Indeed, Colombia has been one of Washington’s closest partners for decades in combating narcotics trafficking, and the U.S. strikes have infuriated Colombian President Gustavo Petro. Yet, Trump has now cut off all aid to Colombia and labeled Petro an “illegal drug leader.”

As for Venezuela, the Pentagon has assembled a force of 10,000 in the Caribbean off its coast for a supposed anti-terrorism mission, which many Latin American experts believe is really aimed at fomenting regime change in Caracas. Despite Trump’s dismal failure in his first term to oust Venezuelan leader Nicolás Maduro, he is apparently trying again.

This upside-down set of priorities has reportedly upset top U.S. military officials.

It is hardly surprising, then, that Hegseth just announced that Adm. Alvin Holsey, a 37-year veteran, will quit his job as head of U.S. Southern Command — where he oversees all operations in Central and South America. (Could the fact that the highly qualified Holsey is African American have accelerated Baghdad Pete’s effort to get rid of him two years early?)

Thus, there is plenty of news for the now-banned Pentagon press to ferret out for the U.S. public, not just about why the armada was dispatched, but why Trump and Hegseth want to prioritize Latin America and drugs.
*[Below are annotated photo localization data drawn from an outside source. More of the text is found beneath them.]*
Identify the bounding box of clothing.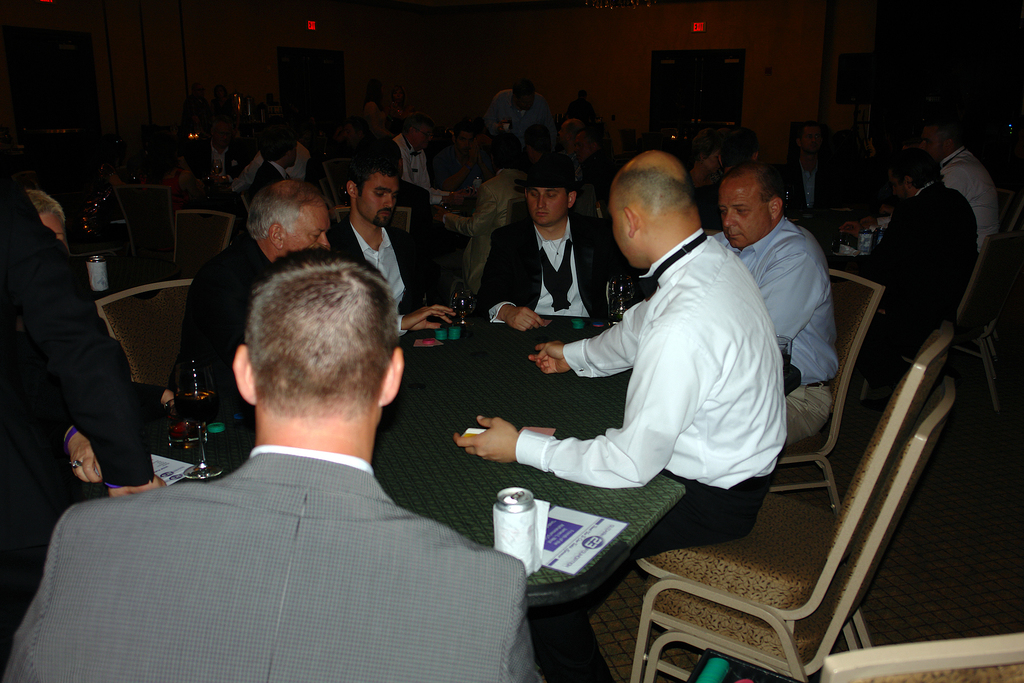
bbox=(930, 144, 1000, 269).
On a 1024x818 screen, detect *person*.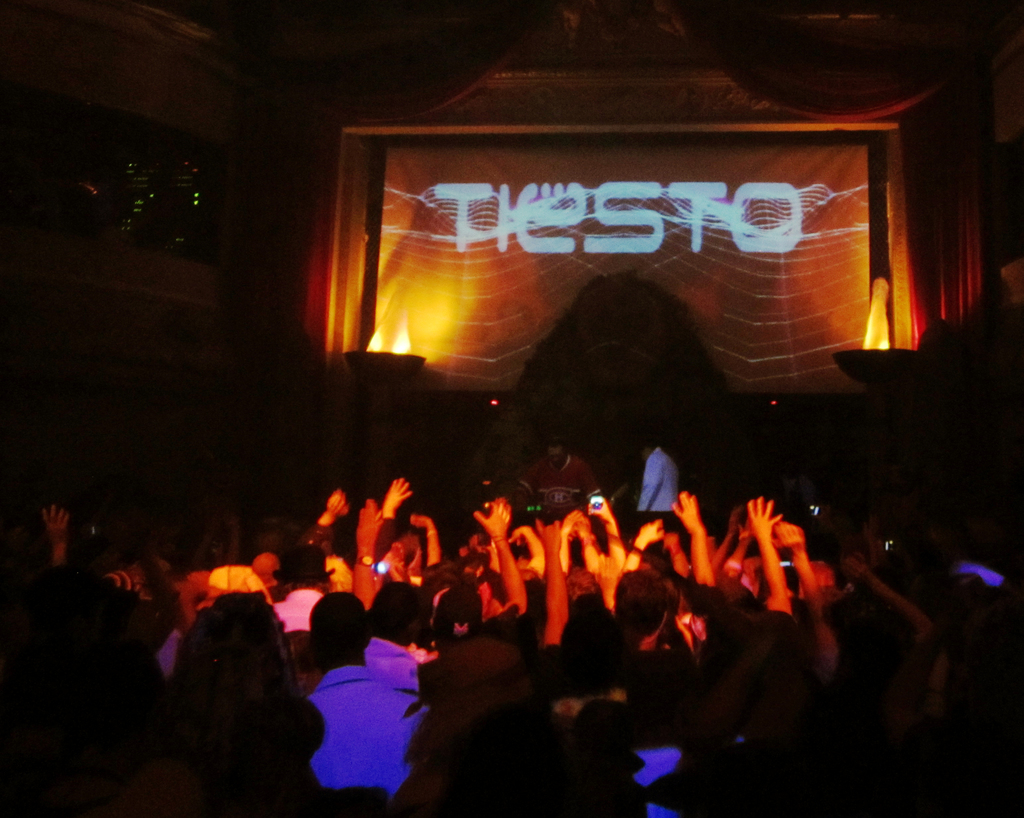
locate(640, 435, 681, 515).
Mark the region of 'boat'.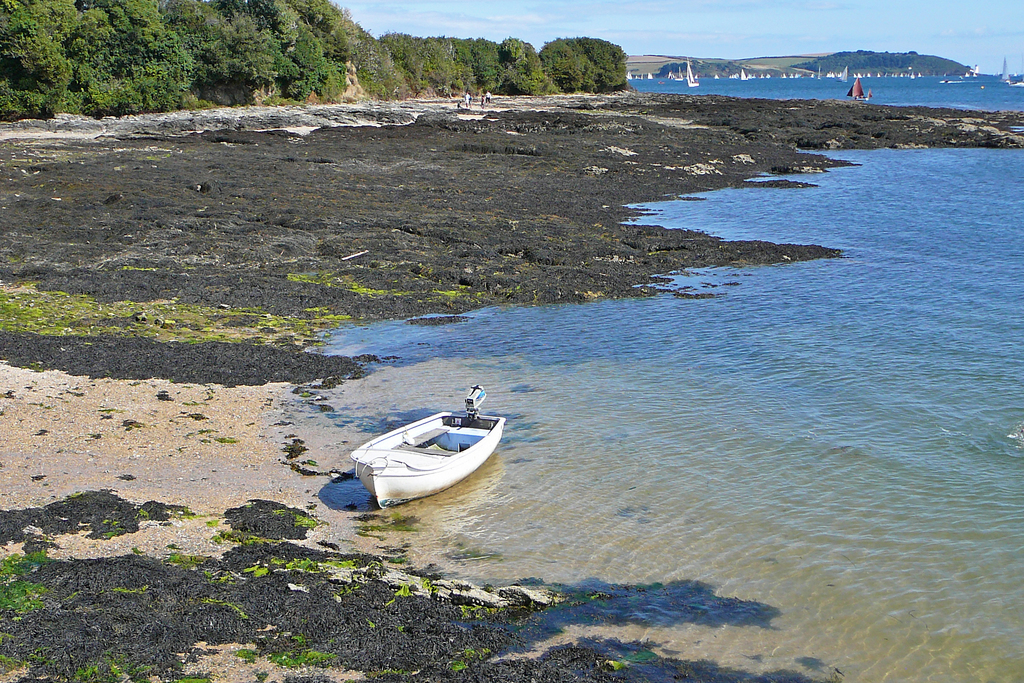
Region: (997, 59, 1023, 86).
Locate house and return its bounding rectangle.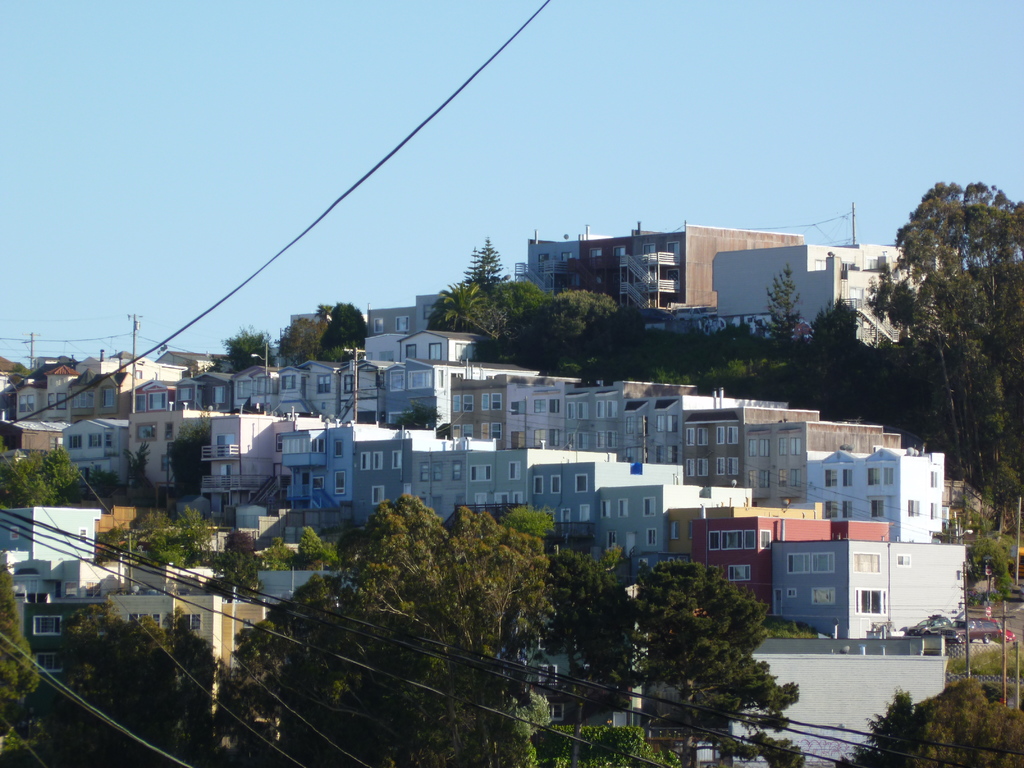
bbox=[118, 359, 180, 392].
We know Trump has a thing about the Monroe Doctrine, the 1823 message to Congress by President James Monroe that warned off any other would-be colonizers from interfering in Latin America. Some wags now call it the “Donroe Doctrine.”

Trump has interpreted the doctrine to mean the United States’ sphere of influence should extend over Northern, Central and South America, while often seeming to concede Europe to Russia’s sphere of influence, and Asia to China’s.

In other words, a Big Man theory of politics expanding Monroe’s intended meaning, which presumes Trump, Vladimir Putin, and Xi Jinping can split up the world.

However, 2025 is not 1823, and a Donroe Doctrine doesn’t fit the world we live in. Some Latin American countries, such as Brazil, have become major forces in their own right. China, with its large-scale investments in Latin America, and helped by Trump’s tariff policies, is already an ever more powerful presence on the continent.

I see Trump’s Caribbean action as a distraction from his failures in handling China and Russia, as Putin and Xi run rings around him. It is far easier for Trump to carry out performative war off the South American coast — bang-bang on unknown boatmen about which he and Hegseth can chest thump — than to confront the real threats that endanger our country. (And he can still pretend he will tariff Xi into subservience when they meet in Seoul, South Korea, this week.)

Let me give just one example of how the boat bombs serve as a distraction. This week, they have obscured the president’s latest failure with his all-carrots approach to Putin, who stiffed him yet again on a ceasefire in Ukraine.

True, Trump has finally, after months of threats, imposed new sanctions on two big Russian oil producers. But if you read the text of the new sanctions, you will see he let Putin off the hook once more.

The new sanctions — which will not even take effect for four weeks — are levied against any U.S. firms or individuals who deal with Rosneft or Lukoil. But as the indefatigable Phillips P. O’Brien pointed out in his Substack, the U.S. does almost no business with either firm. And secondary sanctions against foreign individuals or companies who keep dealing with the named firms will not be automatically applied.

Indeed, the real issue is whether the president will try to squeeze China and India to halt their enormous purchases of Russian oil. Despite Trump’s claims, full Indian adherence isn’t likely, and forget about China.

And POTUS has already admitted he hopes the new sanctions will be short-lived.

If Trump had really wanted to pressure Putin, he would have sold Kyiv long-range Tomahawk missiles. But that would have been a hard choice, and might have disturbed some of his disciples.

Better to focus on Caribbean boom-boom and change U.S. security doctrine to fight a war against “enemies at home” and supposed threats from drug lords. And to prohibit the Pentagon press from interviewing disaffected military or civilians who would explain how this doctrine endangers the United States.